Exit strategies are few. If an owner sells the house for less than the mortgage, the owner must pay the lender the difference. Owners will still need to find someplace else to live.

An owner can walk away from the loan and join the "strategic defaulters," who defaulted not because they could not pay but because they did not want to. Their house was a bad investment. The advantage of this maneuver is real: strategic defaulters save money. Sometimes they can rent a comparable home. But they risk a lower credit rating, which could bar them from buying another home for up to seven years.

Understandably, most owners do not grab either of these solutions; instead, they live shackled in what the Chinese call fang nu—slaves to their house.

One owner's misery is personal; when over a fifth of mortgage-holders are shackled, the personal misery becomes national. For the country, these homes are an economic shackle, hobbling the housing market. They also distort the labor market: people offered jobs far afield stay put, reluctant (and unable) to leave their underwater homes. Since the recovery of the housing market will undergird any broader recovery, we must address these debtors' prisons.

Novel Solutions

The solutions will force lenders to throw out their textbooks.

First, lenders can recognize the wisdom of short sales, accepting less than the face value of the mortgage. Currently banks do accept short sales but only after protracted negotiations. One advice columnist recently advised sellers eager to unload an underwater house to keep trying—on the third try, a bank might relent. A short sale will put the house on the market, opening it to another buyer, letting the seller move. Lenders could proactively set prices for short sales.

Lenders may be reluctant to morph into landlords, but they already own millions of empty units.

Second, lenders can reduce the principal as part of loan modification. Consider a commonplace scenario. The value of a house has dropped 30 percent from its mortgage. The owner has already lost whatever equity she sank into the down payment. There is very little chance of an immediate surge in value.
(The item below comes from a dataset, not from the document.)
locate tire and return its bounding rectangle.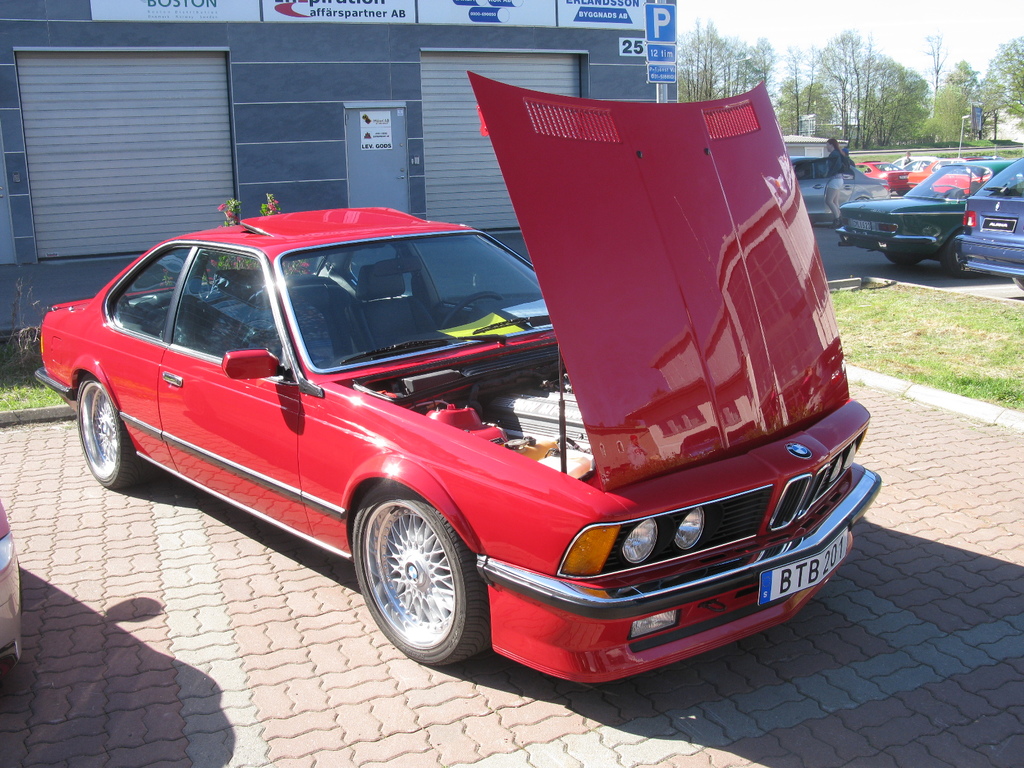
BBox(71, 372, 157, 492).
The owner cannot sell the house, is considering abandoning it, and has cut back on maintenance, which depresses the value further. If a few houses on a block are underwater, the blight will depress the values even of well-kept homes. Accepting this new reality, lenders might allow the entire mortgage payments to go toward the reduction of principal.

Third, lenders can transfer the mortgage-holder's status from "owner" to "renter." Often the owner has so little equity in the house anyway that the lender is in effect the owner. But making this shift from "owned" real estate to "rental" real estate will unshackle the occupant from the house. When the owner-turned-tenant makes his monthly payment, he will not be seeing a Sisyphean gap. If the rent is too high, the occupant will move. If the rent is low enough, he will stay. The occupant is free to decide. Lenders may be reluctant to morph into landlords, but they already own millions of empty units. At least the rental units will be generating revenue. Sometimes goals dovetail: in this case, the country needs rental housing as much as underwater owners need rescue.

Tony Soprano was not compassionate; the plight of his debtors would not have moved him. But he was pragmatic. I suspect that he would have modified these loans, releasing homeowners from their prisons.